Manage CloudFormation Stacks through specifications.

About

stackctl is a command-line tool for working with Stack Specifications. A Stack Specification is a file-system format for describing deployed (or to-be-deployed) CloudFormation Stacks including the Template, Parameters, and Tags. stackctl can be used to pretty-print, diff, and deploy these specifications.

This project also contains a Haskell library for doing the same.

Install

Pre-requisites

Scripted

curl -L https://raw.githubusercontent.com/freckle/stackctl/main/install | bash

[!NOTE] Some in the community have expressed concerns about the security of so-called "curl-sh" installations. We think the argument has been pretty well debunked, but feel free to use the manual steps instead.

Manual

Go to the latest release and download the .tar.gz asset appropriate for your OS. Navigate to the directory containing the downloaded file and run:

tar xvf stackctl-*.tar.gz
cd stackctl

User installation:

make install PREFIX="$HOME/.local"

Global installation

sudo make install

Usage

Once installed, see:

The man pages are also available online, but contain documentation as of main, and not your installed version.

Release

To trigger a release in this project, merge a commit to main with a conventionally-formatted commit message. In short, one that starts with:

  1. fix: to trigger a patch release,
  2. feat: for minor, or
  3. feat!: for major

Conventional commits are not required generally for this project, though you're free to always use them. They are only required when you want to trigger a release.

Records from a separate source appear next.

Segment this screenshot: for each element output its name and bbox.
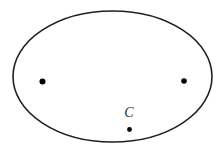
- ellipse-diagram-svg: [0, 0, 224, 159]
- right-point: [181, 78, 187, 84]
- label-c: C: [124, 106, 133, 120]
- ellipse-outline: [13, 11, 212, 142]
- left-point: [40, 79, 46, 85]
- figure-canvas: C: [0, 0, 224, 159]
- center-point-c: [127, 127, 132, 132]
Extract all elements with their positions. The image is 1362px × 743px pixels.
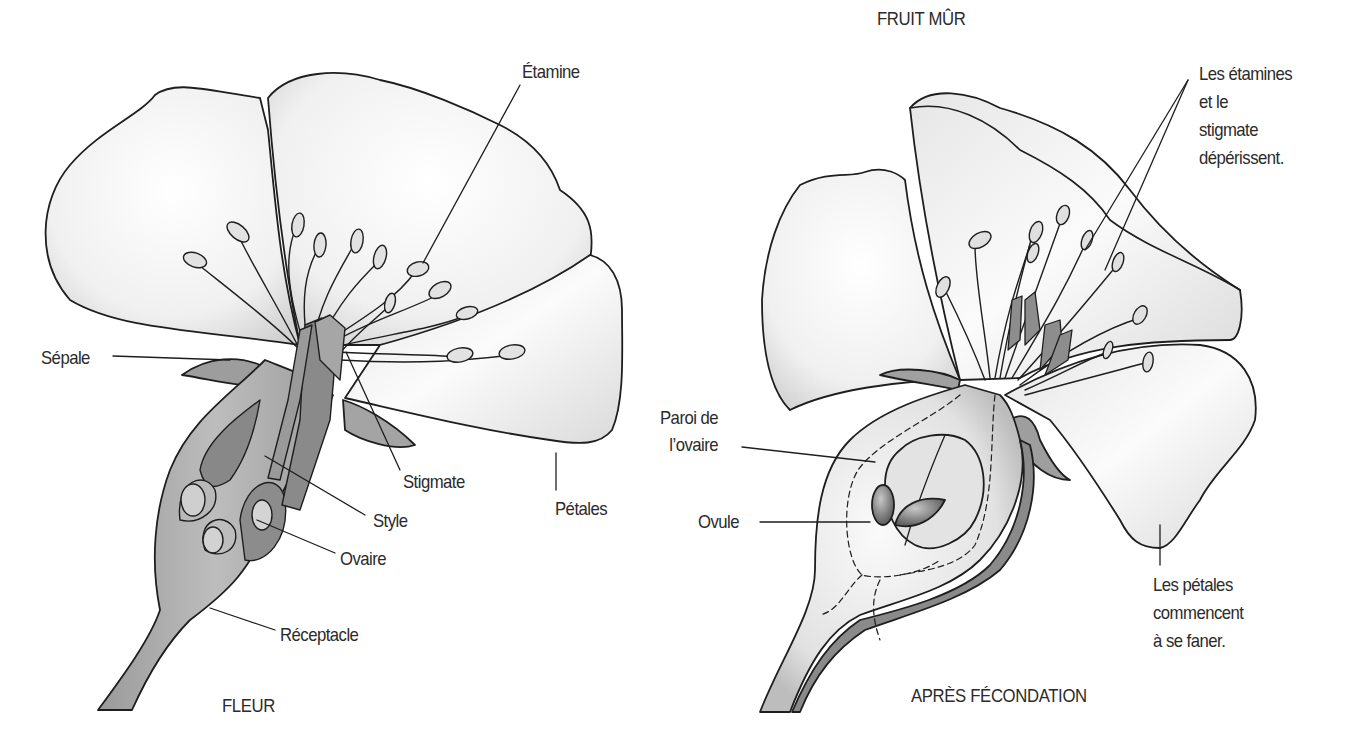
label-etamines-deperissent: Les étamines et le stigmate dépérissent. (1199, 60, 1292, 172)
label-ovaire: Ovaire (340, 547, 386, 570)
fruit-body (760, 385, 1023, 712)
label-style: Style (373, 509, 408, 532)
label-petales-fanent: Les pétales commencent à se faner. (1153, 571, 1243, 655)
label-stigmate: Stigmate (403, 470, 465, 493)
label-sepale: Sépale (41, 346, 90, 369)
caption-fleur: FLEUR (222, 694, 275, 717)
leader-sepale (113, 356, 230, 360)
leader-receptacle (210, 608, 275, 630)
ovule-1 (872, 485, 894, 525)
label-petales: Pétales (555, 497, 607, 520)
flower-panel (46, 73, 623, 710)
label-ovule: Ovule (698, 510, 739, 533)
label-receptacle: Réceptacle (280, 623, 358, 646)
caption-apres-fecondation: APRÈS FÉCONDATION (911, 684, 1087, 707)
label-etamine: Étamine (522, 60, 580, 83)
label-paroi-ovaire: Paroi de l’ovaire (660, 404, 718, 458)
petal-left (46, 87, 300, 345)
petal-top-wilting (910, 93, 1242, 380)
caption-fruit-mur: FRUIT MÛR (877, 7, 965, 30)
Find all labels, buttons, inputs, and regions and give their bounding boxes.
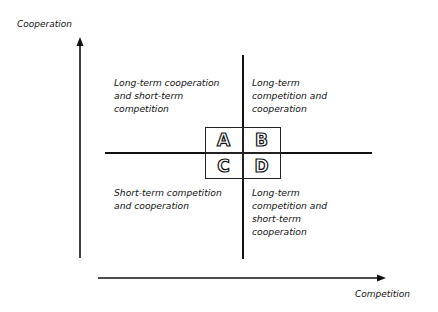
x-axis-arrowhead-icon (377, 275, 386, 282)
y-axis-label: Cooperation (17, 19, 72, 29)
quadrant-b-box: B (243, 127, 281, 153)
quadrant-c-box: C (205, 153, 243, 179)
y-axis-arrowhead-icon (77, 37, 84, 46)
quadrant-c-letter: C (217, 156, 230, 176)
quadrant-c-description: Short-term competition and cooperation (114, 186, 222, 212)
quadrant-a-box: A (205, 127, 243, 153)
quadrant-b-letter: B (255, 130, 269, 150)
quadrant-a-letter: A (217, 130, 231, 150)
quadrant-d-box: D (243, 153, 281, 179)
quadrant-b-description: Long-term competition and cooperation (252, 76, 327, 115)
quadrant-a-description: Long-term cooperation and short-term com… (114, 76, 219, 115)
x-axis-label: Competition (355, 289, 410, 299)
quadrant-d-letter: D (254, 156, 269, 176)
quadrant-d-description: Long-term competition and short-term coo… (252, 186, 327, 238)
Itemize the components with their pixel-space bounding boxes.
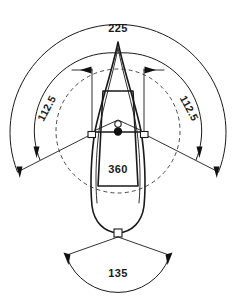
stern-sector-label: 135 [108, 267, 127, 279]
diagram-canvas: 225 112.5 112.5 [0, 0, 236, 296]
stern-sector-group: 135 [64, 237, 173, 292]
starboard-sidelight-icon [141, 132, 149, 138]
masthead-pointer-arrowhead-right [145, 67, 157, 74]
masthead-light-icon [114, 127, 122, 135]
allround-circle-label: 360 [108, 163, 127, 175]
masthead-arc-right-boundary [144, 134, 219, 172]
stern-sector-left-boundary [67, 237, 118, 255]
hull-outline [91, 42, 145, 233]
masthead-pointer-arrowhead-left [80, 67, 92, 74]
starboard-sidelight-arc-label: 112.5 [178, 93, 201, 123]
navigation-lights-diagram: 225 112.5 112.5 [0, 0, 236, 296]
masthead-arc-225 [10, 24, 226, 172]
port-sidelight-arc-label: 112.5 [35, 93, 58, 123]
boat-hull-group [91, 42, 145, 233]
allround-light-icon [115, 121, 121, 127]
port-sidelight-icon [88, 132, 96, 138]
masthead-arc-left-boundary [18, 134, 93, 172]
masthead-arc-label: 225 [108, 22, 127, 34]
stern-light-icon [114, 229, 122, 237]
stern-sector-right-boundary [118, 237, 169, 255]
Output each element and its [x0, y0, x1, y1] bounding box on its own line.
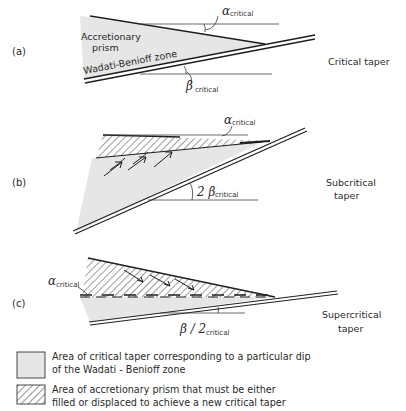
panel-b: (b) Subcritical taper α critical 2 β cri…: [12, 113, 376, 234]
svg-text:critical: critical: [195, 86, 218, 94]
svg-text:prism: prism: [92, 42, 119, 53]
svg-text:critical: critical: [230, 10, 253, 18]
alpha-leader: [222, 126, 232, 136]
beta-symbol: β / 2: [179, 322, 206, 336]
svg-text:critical: critical: [215, 191, 238, 199]
panel-c-label: (c): [12, 298, 25, 309]
beta-angle-arc: [184, 66, 186, 74]
legend-swatch-hatched: [17, 385, 45, 404]
panel-a-title: Critical taper: [328, 56, 390, 67]
prism-label: Accretionary: [81, 31, 141, 42]
svg-text:critical: critical: [56, 281, 79, 289]
beta-angle-arc: [218, 307, 219, 313]
alpha-angle-arc: [204, 24, 205, 32]
panel-a-label: (a): [12, 46, 26, 57]
alpha-leader: [206, 16, 218, 30]
legend-item-shaded: Area of critical taper corresponding to …: [52, 351, 311, 362]
beta-symbol: β: [185, 79, 193, 93]
svg-text:taper: taper: [338, 323, 363, 334]
beta-symbol: 2 β: [196, 185, 215, 199]
critical-taper-diagram: (a) Accretionary prism Wadati-Benioff zo…: [0, 0, 406, 411]
critical-taper-area: [80, 297, 275, 322]
legend-item-hatched: Area of accretionary prism that must be …: [52, 384, 276, 395]
svg-text:filled or displaced to achieve: filled or displaced to achieve a new cri…: [52, 397, 286, 408]
panel-c-title: Supercritical: [322, 309, 381, 320]
legend: Area of critical taper corresponding to …: [17, 351, 311, 408]
svg-text:of the Wadati - Benioff zone: of the Wadati - Benioff zone: [52, 364, 186, 375]
alpha-symbol: α: [224, 113, 232, 127]
panel-a: (a) Accretionary prism Wadati-Benioff zo…: [12, 4, 390, 94]
svg-text:critical: critical: [232, 119, 255, 127]
svg-text:taper: taper: [334, 190, 359, 201]
legend-swatch-shaded: [17, 352, 45, 378]
svg-text:critical: critical: [206, 329, 229, 337]
panel-b-title: Subcritical: [326, 177, 376, 188]
beta-angle-arc: [190, 183, 193, 200]
alpha-symbol: α: [222, 4, 230, 18]
alpha-symbol: α: [48, 274, 56, 288]
panel-c: (c) Supercritical taper α critical β / 2…: [12, 258, 381, 337]
panel-b-label: (b): [12, 177, 26, 188]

Comparison to AWS CloudFormation Git Sync

AWS CloudFormation Git Sync was recently released by AWS. It allows you to link a repository on GitHub to a CloudFormation Stack. The repository contains a "deployment file" that defines a template-file-path, parameters, and tags -- effectively, a Stack Specification.

When AWS notices updates to the deployment or template file land on a defined branch, it updates the configured Stack accordingly, emitting events to SNS as it does.

This is great for simple use-cases, and we fully expect they'll improve and extend it such that it obviates Stackctl one day. In the meantime, there are currently the following limitations when compared to Stackctl:

  1. A repository can only target a single account and region
  2. There is no changeset flow amenable to previewing changes via PRs. You update the file(s) on main and it syncs, that's it. If you're using a PR, you have only linting and human review as possible pre-deployment steps.
  3. There is no way to specify description, capabilities, or dependencies
  4. As of 12/23, there seemed to be some bugs, and the setup installs a managed event bridge that "phones home", sending events about your updates to some other AWS account (source)

Relationship to CloudGenesis

CloudGenesis is a project that also takes a directory of Stack Specifications and deploys them when changed. Its on-disk format inspired ours and, in fact, directories built for CloudGenesis can be managed by stackctl (not necessarily the other way around).